[citation needed] After his work on the First Earth Day, he was one of ten university students selected from across the nation by President Richard Nixon's Administration to form a national Youth Advisory Board on environmental matters, S.C.O.P.E (Student Council on Pollution and the Environment) was assigned to the U.S. Department of Interior where Mitchell was a reviewer on the creation of the first Environmental Impact Statement (EIS).
In the early 1980s, Mitchell was recruited by the Los Angeles Olympic Organizing Committee, where he served as the Group vice-president of Planning and Control (Finance).
[6] In the Spring of 1985, Mitchell was contacted by Bob Geldof, an Irish rock musician, that had been working on issues of drought and famine in Africa.
Geldof asked Mitchell to produce a worldwide televised music show to raise funds to help alleviate the catastrophic consequences of the worst African famine in a century.
Mitchell's planning of development projects in rural Russia included work in Siberia on sustainable resource and forest management practices.
While undertaking those projects in conjunction with local wildlife scientists Mitchell convinced the Prime Minister of Russia, Viktor Chernomyrdin, to establish the Amur Tiger Sanctuary in 1993, which was initially funded through the Global Survival Network (GSN), an environmental organization he co-founded with Steve Galster now of Freeland Foundation.
[20] In order to strengthen the Sanctuary efforts to stop poaching, Mitchell worked with Steve Galster conducting undercover video interviews with the poachers.
"[22] The film was released in 1997 and received widespread media coverage in the US and abroad, including specials on ABC Primetime Live, CNN, and BBC.
[23] Galster took what was learned during that undercover period and continues this work, founding the Freeland Foundation, which is the lead implementing partner of Asia's Regional Response to Endangered Species Trafficking (ARREST),[24] a program sponsored by the U.S. government in partnership with ASEAN and over fifty governmental and non-governmental organizations.
The material that was collected during those two years is housed at the Human Rights Documentation Initiative (HRDI), The University of Texas at Austin Beginning in 1985, Mitchell began an association with Irving Sarnoff, the executive director of Friends of the United Nations (FOTUN), and his co-founder, Dr. Noel Brown, Director of the United Nations Environmental Program (UNEP), North America.
Invited by universities in the U.S., China, South Korea and Japan, he has given lectures and planning studios, sharing his professional experience with students and faculty members.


What is being asked -
In the following material, identify every line holding the string "axis" and return it.

Source information -
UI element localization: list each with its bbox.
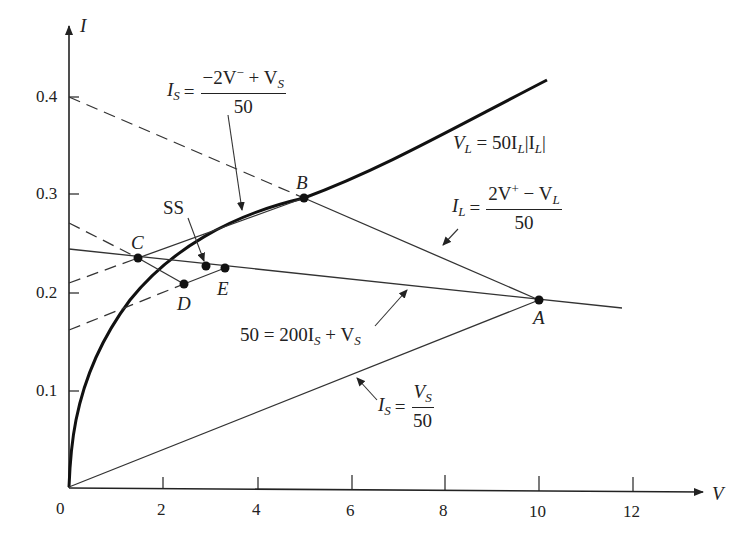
line-CD	[138, 258, 184, 284]
equation-source-neg: IS = −2V− + VS 50	[167, 66, 286, 116]
equation-source-thevenin: 50 = 200IS + VS	[240, 325, 361, 347]
y-tick-0.4: 0.4	[36, 88, 57, 105]
x-axis	[69, 475, 703, 492]
y-axis-label: I	[80, 16, 86, 35]
arrow-source-neg	[228, 115, 242, 210]
point-label-E: E	[217, 279, 229, 298]
line-CB-dashed	[69, 258, 138, 283]
point-SS	[202, 262, 211, 271]
point-label-C: C	[131, 233, 144, 252]
x-tick-10: 10	[529, 503, 546, 520]
diagram-canvas	[0, 0, 749, 544]
equation-load-line: IL = 2V+ − VL 50	[452, 182, 562, 232]
point-C	[134, 254, 143, 263]
equation-curve: VL = 50IL|IL|	[453, 133, 546, 155]
point-label-B: B	[296, 173, 308, 192]
x-axis-label: V	[712, 484, 724, 503]
origin-label: 0	[56, 500, 65, 517]
x-tick-6: 6	[346, 502, 355, 519]
point-B	[300, 194, 309, 203]
arrow-source-thevenin	[375, 290, 407, 326]
equation-source-ohm: IS = VS 50	[378, 382, 434, 430]
line-DE-dashed	[69, 284, 184, 330]
x-tick-12: 12	[623, 503, 640, 520]
y-tick-0.1: 0.1	[36, 382, 57, 399]
x-tick-8: 8	[439, 502, 448, 519]
x-tick-4: 4	[252, 501, 261, 518]
arrow-source-ohm	[357, 378, 377, 400]
point-label-D: D	[177, 294, 191, 313]
y-tick-0.2: 0.2	[36, 284, 57, 301]
point-label-SS: SS	[163, 198, 184, 217]
point-E	[221, 264, 230, 273]
point-D	[180, 280, 189, 289]
point-label-A: A	[533, 308, 545, 327]
point-A	[535, 296, 544, 305]
x-tick-2: 2	[157, 501, 166, 518]
y-tick-0.3: 0.3	[36, 185, 57, 202]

Response to this exercise -
x-axis	[69, 475, 703, 492]
y-axis-label: I	[80, 16, 86, 35]
x-axis-label: V	[712, 484, 724, 503]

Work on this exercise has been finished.